The federal government (the Departments of Health and Human Services, Treasury, and Labor) recently announced a pause on enforcement of the new requirements introduced by the 2024 Final Rule under the Mental Health Parity and Addiction Equity Act (MHPAEA), specifically those affecting nonquantitative treatment limitations (NQTLs). NQTLs are non-numerical limits on benefits, such as prior authorization, step therapy, medical necessity criteria, and network adequacy for mental health and substance use disorder (MH/SUD) benefits. A final rule was released last year that imposed highly specific and complex requirements that health plans would have to comply with. Fully insured plans are able to rely on the carrier analysis and documentation. Self-funded plans are required to comply with the rules without being able to rely on carrier analyses. That caused substantial consternation to employers looking at the issue and provoked a lawsuit by ERIC (the ERISA Industry Committee). Hopefully, the pause will allow rules to be adjusted that self-funded plans can implement.
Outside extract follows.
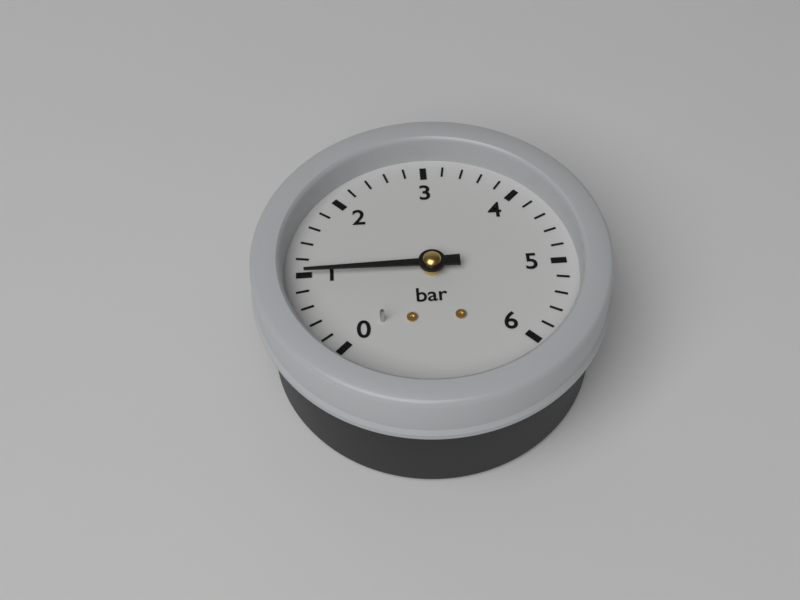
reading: 1.0 bar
The enforcement pause means that the new, more stringent requirements from the 2024 Final Rule—including expanded content and evidentiary standards for NQTL comparative analyses, fiduciary certification requirements, and network adequacy standards—will not be enforced until at least 18 months after the conclusion of ongoing litigation challenging the rule. The Departments of Labor, Health and Human Services, and the Treasury are also using this period to reconsider their enforcement approach to MHPAEA.
Key paused provisions include
Despite the pause, existing MHPAEA obligations, as enhanced by the Consolidated Appropriations Act of 2021 (CAA 2021), remain fully enforceable. Plans and issuers must continue to:
The pause gives plan sponsors temporary relief from the new 2024 Final Rule requirements but does not suspend the underlying parity law or the need for NQTL comparative analyses under previous rules. Plans must still perform, the analysis, document that process, and be prepared to produce these analyses if requested by regulators or plan participants.
The pause on the NQTL analysis means enforcement of the new, more detailed requirements is temporarily suspended. Still, the obligation to maintain and provide NQTL comparative analyses under prior law remains. Employers and plan sponsors should continue current compliance activities and be ready for potential changes when the pause is lifted.